Money Mistakes

Recently by Thomas E. Woods, Jr.: HuffPo's 11 Myths About the Fed, Refuted

As I noted not long ago, I find myself in serious disagreement with a portion of the end-the-Fed movement. This is the segment of the movement whose complaints are that the Federal Reserve is “privately owned,” that the Fed does not inflate enough, that interest payments are unjust or inherently unpayable all at once, etc.

This is not nit-picking. I am not interested in replacing the Fed with something as bad or worse. The problem with the Fed is not that it isn’t socialistic enough. The problem with the Fed is that it is a creation of Congress and operates with special privileges granted by the government. If only the Fed were truly private, with no government-granted privileges. Then it could do no damage whatever.

As I also noted, I recently asked an antagonist on Facebook to write out his ten propositions on money, so we could try to get to the bottom of our differences. I posted them last week. Right now I’ll reply to this one:

“Monetary deflation benefits the private bankers who wish the People to default in order to seize collateral with, or without govt force.”

This is clearly incorrect. In addition to not wanting the hassle of trying to unload collateral in a potentially illiquid market, no bank would want to seize collateral during a deflationary period at all! When asset prices are falling, why would banks want to grab assets? Who would want an asset that’s in the middle of seeing its price fall?

Ah, but couldn’t the banks coordinate the deflation together, and then when it hits bottom, grab all the assets at that moment, when their prices have nowhere to go but up? Even assuming that bankers would adopt such a far-fetched strategy, there is no way for them to know at what point in the deflationary process the defaults are going to occur.

If there's something we're supposed to fear from banks, this sure ain't it.

Read the rest of the article

Reprinted with permission from TomWoods.com.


■ **Exercise goal**: Exact transcription with no images: write out all of the entries below.

Records excerpted from a collection
....

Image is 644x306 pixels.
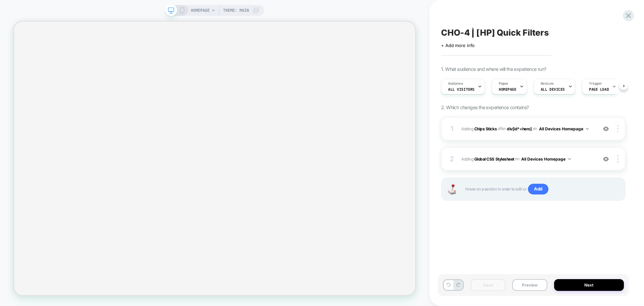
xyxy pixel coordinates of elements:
[223,5,249,16] span: Theme: MAIN
[540,87,565,92] span: ALL DEVICES
[498,126,506,131] span: AFTER
[522,155,571,163] button: All Devices Homepage
[449,123,455,134] div: 1
[475,156,514,161] b: Global CSS Stylesheet
[448,81,463,86] span: Audience
[441,66,546,72] span: 1. What audience and where will the experience run?
[441,27,549,38] span: CHO-4 | [HP] Quick Filters
[589,87,609,92] span: Page Load
[461,126,497,131] span: Adding
[603,156,609,162] img: crossed eye
[448,87,475,92] span: All Visitors
[499,81,508,86] span: Pages
[539,125,589,133] button: All Devices Homepage
[586,128,589,130] img: down arrow
[540,81,554,86] span: Devices
[449,153,455,165] div: 2
[528,183,548,194] span: Add
[441,43,475,48] span: + Add more info
[499,87,517,92] span: HOMEPAGE
[445,184,458,194] img: Joystick
[589,81,602,86] span: Trigger
[441,104,528,110] span: 2. Which changes the experience contains?
[603,126,609,132] img: crossed eye
[191,5,209,16] span: HOMEPAGE
[554,279,624,291] button: Next
[568,158,571,160] img: down arrow
[617,155,619,162] img: close
[470,279,505,291] button: Save
[617,125,619,132] img: close
[461,155,594,163] span: Adding
[515,155,519,162] span: on
[465,183,618,194] span: Hover on a section in order to edit or
[512,279,547,291] button: Preview
[507,126,531,131] span: div[id*=hero]
[475,126,497,131] b: Chips Sticks
[533,125,537,132] span: on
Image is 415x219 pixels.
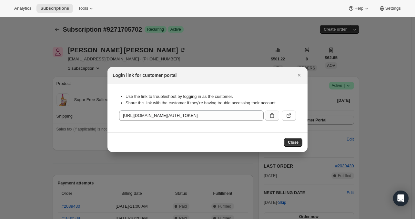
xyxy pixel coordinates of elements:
[14,6,31,11] span: Analytics
[284,138,303,147] button: Close
[78,6,88,11] span: Tools
[393,191,409,206] div: Open Intercom Messenger
[386,6,401,11] span: Settings
[74,4,98,13] button: Tools
[355,6,363,11] span: Help
[295,71,304,80] button: Close
[113,72,177,78] h2: Login link for customer portal
[36,4,73,13] button: Subscriptions
[10,4,35,13] button: Analytics
[40,6,69,11] span: Subscriptions
[126,100,296,106] li: Share this link with the customer if they’re having trouble accessing their account.
[344,4,374,13] button: Help
[375,4,405,13] button: Settings
[288,140,299,145] span: Close
[126,93,296,100] li: Use the link to troubleshoot by logging in as the customer.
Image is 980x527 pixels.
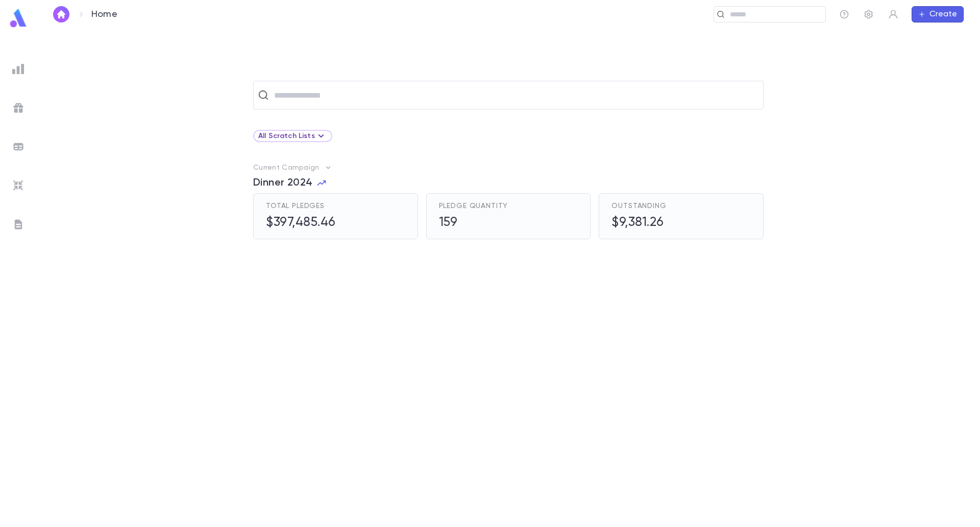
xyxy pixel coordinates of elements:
img: batches_grey.339ca447c9d9533ef1741baa751efc33.svg [12,140,24,153]
div: All Scratch Lists [253,130,332,142]
img: letters_grey.7941b92b52307dd3b8a917253454ce1c.svg [12,218,24,230]
p: Home [91,9,117,20]
img: home_white.a664292cf8c1dea59945f0da9f25487c.svg [55,10,68,19]
img: campaigns_grey.99e729a5f7ee94e3726e6486bddda8f1.svg [12,102,24,114]
img: reports_grey.c525e4749d1bce6a11f5fe2a8de1b229.svg [12,63,24,75]
img: imports_grey.530a8a0e642e233f2baf0ef88e8c9fcb.svg [12,179,24,192]
span: Dinner 2024 [253,177,312,189]
h5: 159 [439,215,509,230]
button: Create [912,6,964,22]
p: Current Campaign [253,163,319,171]
h5: $397,485.46 [266,215,336,230]
img: logo [8,8,29,28]
span: Outstanding [612,202,666,210]
div: All Scratch Lists [258,130,327,142]
h5: $9,381.26 [612,215,666,230]
span: Pledge Quantity [439,202,509,210]
span: Total Pledges [266,202,325,210]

....

■ **Task response**:
Image is 644x306 pixels.
xyxy pixel coordinates of elements:
[223,5,249,16] span: Theme: MAIN
[540,87,565,92] span: ALL DEVICES
[498,126,506,131] span: AFTER
[522,155,571,163] button: All Devices Homepage
[449,123,455,134] div: 1
[475,156,514,161] b: Global CSS Stylesheet
[448,81,463,86] span: Audience
[441,66,546,72] span: 1. What audience and where will the experience run?
[441,27,549,38] span: CHO-4 | [HP] Quick Filters
[589,87,609,92] span: Page Load
[461,126,497,131] span: Adding
[603,156,609,162] img: crossed eye
[448,87,475,92] span: All Visitors
[499,81,508,86] span: Pages
[539,125,589,133] button: All Devices Homepage
[586,128,589,130] img: down arrow
[540,81,554,86] span: Devices
[449,153,455,165] div: 2
[528,183,548,194] span: Add
[441,43,475,48] span: + Add more info
[499,87,517,92] span: HOMEPAGE
[445,184,458,194] img: Joystick
[589,81,602,86] span: Trigger
[441,104,528,110] span: 2. Which changes the experience contains?
[603,126,609,132] img: crossed eye
[191,5,209,16] span: HOMEPAGE
[554,279,624,291] button: Next
[568,158,571,160] img: down arrow
[617,155,619,162] img: close
[470,279,505,291] button: Save
[617,125,619,132] img: close
[461,155,594,163] span: Adding
[515,155,519,162] span: on
[465,183,618,194] span: Hover on a section in order to edit or
[512,279,547,291] button: Preview
[507,126,531,131] span: div[id*=hero]
[475,126,497,131] b: Chips Sticks
[533,125,537,132] span: on
Image is 415x219 pixels.
xyxy pixel coordinates of elements:
[14,6,31,11] span: Analytics
[284,138,303,147] button: Close
[78,6,88,11] span: Tools
[393,191,409,206] div: Open Intercom Messenger
[386,6,401,11] span: Settings
[74,4,98,13] button: Tools
[355,6,363,11] span: Help
[295,71,304,80] button: Close
[113,72,177,78] h2: Login link for customer portal
[36,4,73,13] button: Subscriptions
[10,4,35,13] button: Analytics
[40,6,69,11] span: Subscriptions
[126,100,296,106] li: Share this link with the customer if they’re having trouble accessing their account.
[344,4,374,13] button: Help
[375,4,405,13] button: Settings
[288,140,299,145] span: Close
[126,93,296,100] li: Use the link to troubleshoot by logging in as the customer.
Image is 980x527 pixels.
xyxy pixel coordinates of elements:
img: batches_grey.339ca447c9d9533ef1741baa751efc33.svg [12,140,24,153]
div: All Scratch Lists [253,130,332,142]
img: letters_grey.7941b92b52307dd3b8a917253454ce1c.svg [12,218,24,230]
p: Home [91,9,117,20]
img: home_white.a664292cf8c1dea59945f0da9f25487c.svg [55,10,68,19]
img: campaigns_grey.99e729a5f7ee94e3726e6486bddda8f1.svg [12,102,24,114]
img: reports_grey.c525e4749d1bce6a11f5fe2a8de1b229.svg [12,63,24,75]
img: imports_grey.530a8a0e642e233f2baf0ef88e8c9fcb.svg [12,179,24,192]
span: Dinner 2024 [253,177,312,189]
h5: 159 [439,215,509,230]
button: Create [912,6,964,22]
p: Current Campaign [253,163,319,171]
h5: $397,485.46 [266,215,336,230]
img: logo [8,8,29,28]
span: Outstanding [612,202,666,210]
div: All Scratch Lists [258,130,327,142]
h5: $9,381.26 [612,215,666,230]
span: Pledge Quantity [439,202,509,210]
span: Total Pledges [266,202,325,210]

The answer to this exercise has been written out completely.